El Paso Corp. said in March it tentatively agreed to begin purchasing LNG from a Phillips Petroleum Co. plant near Darwin, Australia, and ship it to California or Mexico. El Paso said it is still evaluating potential terminal sites.

Chevron Corp. also reported it was studying plans to start shipping LNG from Australia to the US West Coast by 2005.

El Paso Corp. is looking for a site for a new LNG terminal on the US West Coast, said Kathleen Eisbrenner, senior managing director, Global LNG, an El Paso unit.

El Paso earlier this year tentatively agreed to begin purchasing LNG in 2005 from an export terminal Phillips Petroleum Co. will build near Darwin, Australia, with plans to ship it to California or Mexico.

By midyear, the companies said they expect to have negotiated and executed a definitive agreement, including permits for the Australian terminal, under which El Paso would buy 4.8 million tpy of LNG. The LNG would be shipped to North America, where it would be regasified and sold as 680 MMcfd of natural gas.

Eisbrenner said the search has been narrowed to "viable sites" in California and Mexico.

The company is reviewing land-based sites but also has a contingency plan for an offshore facility. She said the LNG facility would help boost the in-state gas infrastructure which is widely considered inadequate to serve rising demand.

Eisbrenner also said this will be the first Asian LNG to be priced off North American gas prices. Phillips and El Paso are looking at using a combination of new and existing tankers to transport the LNG. They will range in size from 138,000-145,000 cu m; and some shipyards have proposed tankers capable of hauling 160,000 cu m.

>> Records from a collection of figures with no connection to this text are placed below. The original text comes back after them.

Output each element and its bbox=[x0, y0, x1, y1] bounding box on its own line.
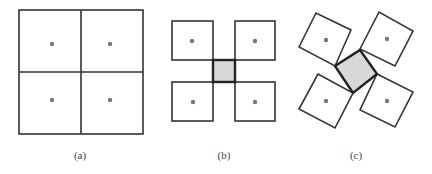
dot-icon bbox=[385, 37, 389, 41]
dot-icon bbox=[324, 99, 328, 103]
dot-icon bbox=[324, 38, 328, 42]
dot-icon bbox=[108, 98, 112, 102]
panel-a bbox=[19, 10, 143, 134]
dot-icon bbox=[191, 100, 195, 104]
dot-icon bbox=[190, 39, 194, 43]
dot-icon bbox=[385, 99, 389, 103]
panel-b-label: (b) bbox=[218, 149, 231, 161]
dot-icon bbox=[50, 98, 54, 102]
panel-a-label: (a) bbox=[74, 149, 86, 161]
dot-icon bbox=[253, 39, 257, 43]
dot-icon bbox=[108, 42, 112, 46]
dot-icon bbox=[253, 100, 257, 104]
diagram-canvas bbox=[0, 0, 432, 174]
dot-icon bbox=[50, 42, 54, 46]
panel-b-center-square bbox=[213, 60, 235, 82]
panel-c bbox=[299, 12, 413, 128]
panel-c-label: (c) bbox=[350, 149, 362, 161]
panel-b bbox=[172, 21, 275, 121]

Cost of the project, including the LNG plant, ships, and a West Coast receiving terminal, is estimated at $3-3.5 billion, depending upon the size of the LNG plant, said Phillips.

The Darwin LNG facility, using Phillips' LNG technology, will be supplied from the Greater Sunrise fields with reserves of 9 tcf.

And in January, Enron Corp. said it was considering a new LNG import terminal in the Bahamas, connected by a 90-mile pipeline to Florida.

If all four exisiting LNG receiving terminals reopen, it would be for the first time since 1982.

Sulfur recovery

Oil & Gas Journal's survey of petroleum-derived sulfur production capacity worldwide in 2000 found 160,000 tpd.

Canada reported nearly 36.9 tpd capacity in 2000 (22.7% of the world's total); the US held more than 38,000 tpd (24.4% of the world's total).

Worldwide capacity in 2000 outside the US and Canada was at 114,500 tpd.

Worldwide production of petroleum-derived sulfur last year reached slightly more than 80,000 tpd. Canada accounted for nearly 23,000 tpd; US, for nearly 16,600 tpd.